Martin Van Buren (December 5, 1782 – July 24, 1862) was the eighth President of the United States from 1837 to 1841. Before his presidency, he served as the seventh Vice President (1833-1837) and the 10th Secretary of State under Andrew Jackson. He was a key organizer of the Democratic Party, a dominant figure in the Second Party System, and the first president who was not of British (i.e. English, Welsh, Scottish or Irish) descent — his ancestry was Dutch. He was the first president to be born an American citizen[2] (his predecessors were born before the revolution); he is also the only president not to have spoken English as a first language, having grown up speaking Dutch.[3] He was also the first President from New York.
Tag: War
Thomas Woodrow Wilson (December 28, 1856 – February 3, 1924)[1] was the twenty-eighth President of the United States. A devout Presbyterian and leading intellectual of the Progressive Era, he served as President of Princeton University from 1902 to 1910, and then as the Governor of New Jersey in from 1911 to 1913. With Theodore Roosevelt and William Howard Taft dividing the Republican Party vote, Wilson was elected President as a Democrat in 1912. To date he is the only President to serve a political office in New Jersey before election to the Presidency, although Grover Cleveland is the only President born in the state of New Jersey. Early in his first term, he supported some cabinet appointees in introducing segregation in the federal workplace of several departments, in some places for the first time since 1863.[2] He proved highly successful in leading a Democratic Congress to pass major legislation that included the Federal Trade Commission, the Clayton Antitrust Act, the Federal Farm Loan Act, America’s first-ever federal progressive income tax in the Revenue Act of 1913 and most notably the Federal Reserve Act. [3][2]
Andrew Jackson (March 15, 1767 – June 8, 1845) was the seventh President of the United States (1829–1837). He was military governor of Florida (1821), commander of the American forces at the Battle of New Orleans (1815), and eponym of the era of Jacksonian democracy. He was a polarizing figure who dominated American politics in the 1820s and 1830s. His political ambition combined with widening political participation by more people shaped the modern Democratic Party.[1] Renowned for his toughness, he was nicknamed “Old Hickory”. As he based his career in developing Tennessee, Jackson was the first President primarily associated with the frontier.
William Howard Taft (September 15, 1857 – March 8, 1930) was the twenty-seventh President of the United States, the tenth Chief Justice of the United States, a leader of the progressive conservative wing of the Republican Party in the early 20th century, a pioneer in international arbitration and staunch advocate of world peace verging on pacifism, and scion of a leading political family, the Tafts of Ohio.
John Quincy Adams (July 11, 1767 – February 23, 1848) was an American diplomat and politician who served as the sixth President of the United States from March 4, 1825 to March 4, 1829. He was a member of the Federalist, Democratic-Republican, National Republican, and later Anti-Masonic and Whig parties.
George Walker Bush ( /’d??rd? ‘w??k? ‘b??/ (help·info); born July 6, 1946) served as the 43rd President of the United States from 2001 to 2009. He was the forty-sixth Governor of Texas from 1995 to 2000 before being sworn in as President on January 20, 2001.
Theodore Roosevelt (IPA: /’ro?z?v?lt/;[2] October 27, 1858 – January 6, 1919), also known as T.R., and to the public (but never to friends and intimates) as Teddy, was the twenty-sixth President of the United States. A leader of the Republican Party and of the Progressive Party, he was a Governor of New York and a professional historian, naturalist, explorer, hunter, author, and soldier. He is most famous for his personality: his energy, his vast range of interests and achievements, his model of masculinity, and his “cowboy” image. Originating from a story from one of Roosevelt’s hunting expeditions, teddy bears are named after him.
James Monroe (April 28, 1758 – July 4, 1831) was the fifth President of the United States (1817–1825). His administration was marked by the acquisition of Florida (1819); the Missouri Compromise (1820), in which Missouri was declared a slave state; the admission of Maine in 1820 as a free state; and the profession of the Monroe Doctrine (1823), declaring U.S. opposition to European interference in the Americas, as well as breaking all ties with France remaining from the War of 1812.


Every entry is to be written out word for word.

================================

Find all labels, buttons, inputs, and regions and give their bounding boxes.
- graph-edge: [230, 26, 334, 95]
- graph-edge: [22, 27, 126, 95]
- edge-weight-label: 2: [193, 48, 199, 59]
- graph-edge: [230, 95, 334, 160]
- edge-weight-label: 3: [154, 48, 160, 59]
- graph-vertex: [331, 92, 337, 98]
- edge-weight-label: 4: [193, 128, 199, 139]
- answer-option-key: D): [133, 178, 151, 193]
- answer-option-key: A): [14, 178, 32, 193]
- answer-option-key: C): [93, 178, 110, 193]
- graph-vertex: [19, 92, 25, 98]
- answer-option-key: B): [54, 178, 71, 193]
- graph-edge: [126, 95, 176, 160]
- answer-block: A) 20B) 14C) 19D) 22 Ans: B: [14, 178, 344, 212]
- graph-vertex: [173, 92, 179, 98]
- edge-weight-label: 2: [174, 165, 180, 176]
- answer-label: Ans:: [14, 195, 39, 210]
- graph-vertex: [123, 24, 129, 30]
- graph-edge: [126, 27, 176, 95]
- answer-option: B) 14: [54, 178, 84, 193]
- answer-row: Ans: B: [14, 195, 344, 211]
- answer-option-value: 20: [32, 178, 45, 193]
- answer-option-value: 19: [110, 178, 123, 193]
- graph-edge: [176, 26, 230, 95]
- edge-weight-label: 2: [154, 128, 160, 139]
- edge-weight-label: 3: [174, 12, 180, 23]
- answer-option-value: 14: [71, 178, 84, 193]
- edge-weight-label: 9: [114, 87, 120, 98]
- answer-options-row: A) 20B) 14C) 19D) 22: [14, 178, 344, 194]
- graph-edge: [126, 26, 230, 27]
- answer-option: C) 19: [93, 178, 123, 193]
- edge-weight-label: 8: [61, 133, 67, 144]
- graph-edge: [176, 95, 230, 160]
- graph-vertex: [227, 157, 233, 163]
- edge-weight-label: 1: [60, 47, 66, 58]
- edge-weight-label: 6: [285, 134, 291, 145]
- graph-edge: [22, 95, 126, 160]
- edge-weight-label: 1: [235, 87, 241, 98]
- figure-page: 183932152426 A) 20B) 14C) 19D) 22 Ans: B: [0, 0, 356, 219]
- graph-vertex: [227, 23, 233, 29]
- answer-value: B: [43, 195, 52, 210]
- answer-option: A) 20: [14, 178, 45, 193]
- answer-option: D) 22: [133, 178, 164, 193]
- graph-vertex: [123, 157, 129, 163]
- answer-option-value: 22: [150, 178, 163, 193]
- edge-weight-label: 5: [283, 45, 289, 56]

================================

◆ Task response
Find all labels, buttons, inputs, and regions and give their bounding boxes.
- graph-edge: [230, 26, 334, 95]
- graph-edge: [22, 27, 126, 95]
- edge-weight-label: 2: [193, 48, 199, 59]
- graph-edge: [230, 95, 334, 160]
- edge-weight-label: 3: [154, 48, 160, 59]
- graph-vertex: [331, 92, 337, 98]
- edge-weight-label: 4: [193, 128, 199, 139]
- answer-option-key: D): [133, 178, 151, 193]
- answer-option-key: A): [14, 178, 32, 193]
- answer-option-key: C): [93, 178, 110, 193]
- graph-vertex: [19, 92, 25, 98]
- answer-option-key: B): [54, 178, 71, 193]
- graph-edge: [126, 95, 176, 160]
- answer-block: A) 20B) 14C) 19D) 22 Ans: B: [14, 178, 344, 212]
- graph-vertex: [173, 92, 179, 98]
- edge-weight-label: 2: [174, 165, 180, 176]
- answer-label: Ans:: [14, 195, 39, 210]
- graph-vertex: [123, 24, 129, 30]
- graph-edge: [126, 27, 176, 95]
- answer-option: B) 14: [54, 178, 84, 193]
- answer-row: Ans: B: [14, 195, 344, 211]
- answer-option-value: 20: [32, 178, 45, 193]
- answer-option-value: 19: [110, 178, 123, 193]
- graph-edge: [176, 26, 230, 95]
- edge-weight-label: 2: [154, 128, 160, 139]
- edge-weight-label: 3: [174, 12, 180, 23]
- answer-option-value: 14: [71, 178, 84, 193]
- edge-weight-label: 9: [114, 87, 120, 98]
- answer-options-row: A) 20B) 14C) 19D) 22: [14, 178, 344, 194]
- graph-edge: [126, 26, 230, 27]
- answer-option: C) 19: [93, 178, 123, 193]
- edge-weight-label: 8: [61, 133, 67, 144]
- graph-edge: [176, 95, 230, 160]
- graph-vertex: [227, 157, 233, 163]
- edge-weight-label: 1: [60, 47, 66, 58]
- edge-weight-label: 6: [285, 134, 291, 145]
- graph-edge: [22, 95, 126, 160]
- edge-weight-label: 1: [235, 87, 241, 98]
- figure-page: 183932152426 A) 20B) 14C) 19D) 22 Ans: B: [0, 0, 356, 219]
- graph-vertex: [227, 23, 233, 29]
- answer-value: B: [43, 195, 52, 210]
- answer-option: A) 20: [14, 178, 45, 193]
- answer-option: D) 22: [133, 178, 164, 193]
- graph-vertex: [123, 157, 129, 163]
- answer-option-value: 22: [150, 178, 163, 193]
- edge-weight-label: 5: [283, 45, 289, 56]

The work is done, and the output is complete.